Figure 3 . Performance of rwTTD prediction in homogeneous
population during cross-validation. a. Example terminated ratio curve at
0.0008 termination rate. b. Comparison between predicted curve and gold
standard curve by different base learners at different termination
rates. c. Cumulative error at different termination rates. d. Cumulative
error with different numbers of training examples. e. Cumulative error
with different numbers of predictive features. f. Cumulative error with
different feature noise levels.
With the increase of examples, there is a steady decrease in the percent
of error (Fig 3d, Fig. S1b, Fig. S3 ).

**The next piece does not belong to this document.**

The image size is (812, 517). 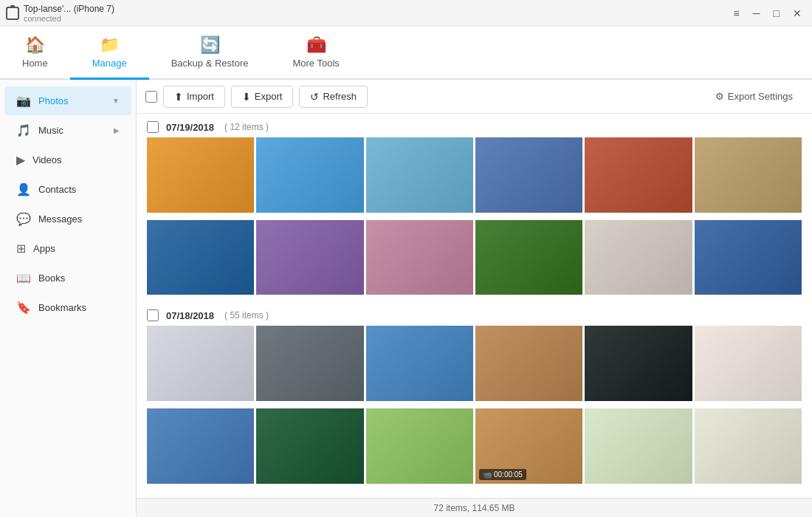 I want to click on tab-backup: 🔄 Backup & Restore, so click(x=210, y=53).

This is expected as we
have more training examples, the inference of the overall curve is
improved. With 100 examples, the median error using cumulative errors
are 19.84%, 22.92%, 20.22% for ExtraTreeRegressor, Linear Regression,
and SVM respectively. In contrast, with 10,000 examples, the median
errors using cumulative error is 6.81%, 7.95%, 6.28% for
ExtraTreeRegressor, Linear Regression, and SVM, respectively. We
consider this is caused by more stable performance and inference of
parameters in models with more training examples. On the other hand, the
number of predictive features does not affect performance (Fig.
3e, Fig. S1c, Fig. S4 ). Additionally, with a sufficient number of
examples (5000), noise level on individual features does not affect
model performance (Fig. 3f, Fig. S1d ,Fig. S5 ). The above
results demonstrated the overall robust performance of the model when
the patients are derived from the same population.